TCT: Abbot CMO Simonton touts DES results, talks valve replacement
The long-awaited SPRIT IV one-year results, presented at the recent Transcatheter Cardiovascular Therapeutics (TCT) conference  in San Francicso, for Abbott’s Xience V drug-eluting stent (DES) over Boston Scientific’s Taxus DES found a stent thrombosis rate of 0.29 percent, which surprised even Chuck Simonton, Abbott’s chief medical officer.

Many observers expected similar results to SPIRIT III, which similarly compared Xience with Taxus Express in a randomized comparison, and found superiority with Xience in cardiac death, MI or repeat procedures (target lesion revascularization). However, in SPIRIT IV, which is the largest head-to-head DES trial to date, researchers found impressively low rates of stent thrombosis for both stents (1.06 percent for Taxus versus 0.29 percent for Xience).

“This year’s TCT represents the most positive moment [for drug-eluting stents] since the 2006 scare over stent thrombosis,” Simonton said.

While he acknowledged that the SPIRIT IV data does not extend past one year, Simonton pointed to SPIRIT III data, which extends out to three years.

“If SPIRIT IV replicates the findings of SPIRIT III, the stent thrombosis rates would be essentially flat, averaging about 1.5 percent per year, with no events in year three,” he said. The patients in SPIRIT IV are currently scheduled to be followed up to four years.

The one area of SPIRIT IV, in which Xience did not have statistical significant advantage over Taxus was amongst diabetics, where the target lesion failure rates were 6.4 percent (Xience) versus 6.9 percent (Taxus). Also, SPRIRIT was stratified, though not independently powered, to assess a diabetic cohort, with 1,185 diabetic patients.

“The stents performed pretty much the same in diabetics,” Simonton said. “Diabetes is a complex disease, and with the technologies available today—whether Xience or Taxus—these are more resistant lesions. As a result, we need new technologies, new drugs to make a real impact.”

Speaking of new technologies, Simonton also discussed Abbott’s pending takeover of the Evalve, a device developer for minimally invasive repair of cardiac mitral valves, which has received the CE Mark.

“As Abbott Vascular’s first venture into structural heart disease, it will provide a non-surgical means to fix a mitral valve that is leaking,” Simonton explained. He added that the results of the EVEREST, comparing Evalve’s percutaneous mitral repair using the MitraClip device to surgery, should probably be presented at the 2010 American College of Cardiology’s conference.
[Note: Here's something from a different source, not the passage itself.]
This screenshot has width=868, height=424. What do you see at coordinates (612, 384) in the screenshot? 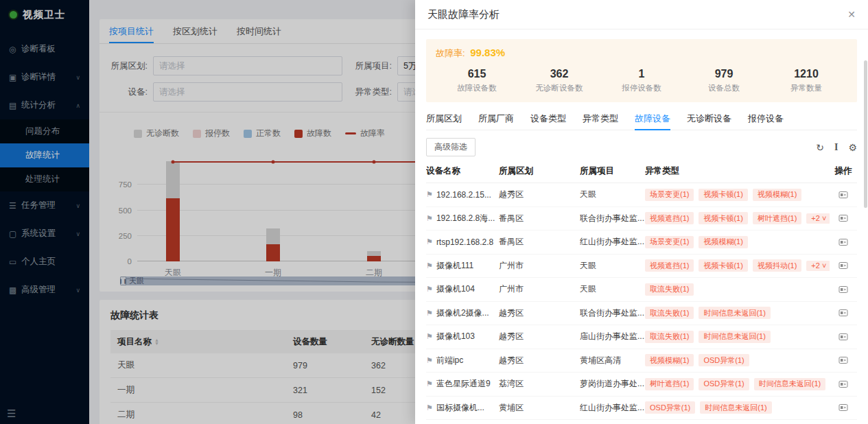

“We’re hoping that if the FDA accepts that data, we could be commercial by 2011,” he said. “This will be a whole new program for interventional cardiology, because previously, we haven’t been able to repair the mitral valve without open-heart surgery.”

However, he acknowledged that this new procedure will require training.

“At first, it may require interventionalists who have already been performing transseptal procedures for patent foramen ovale or atrial septal defects, and other left atrial procedures due to the specific skill set required,” Simonton said. “A good program requires an interventional cardiologist and a skilled echocardiographer, as the procedure is guided by transesophageal echocardiography.”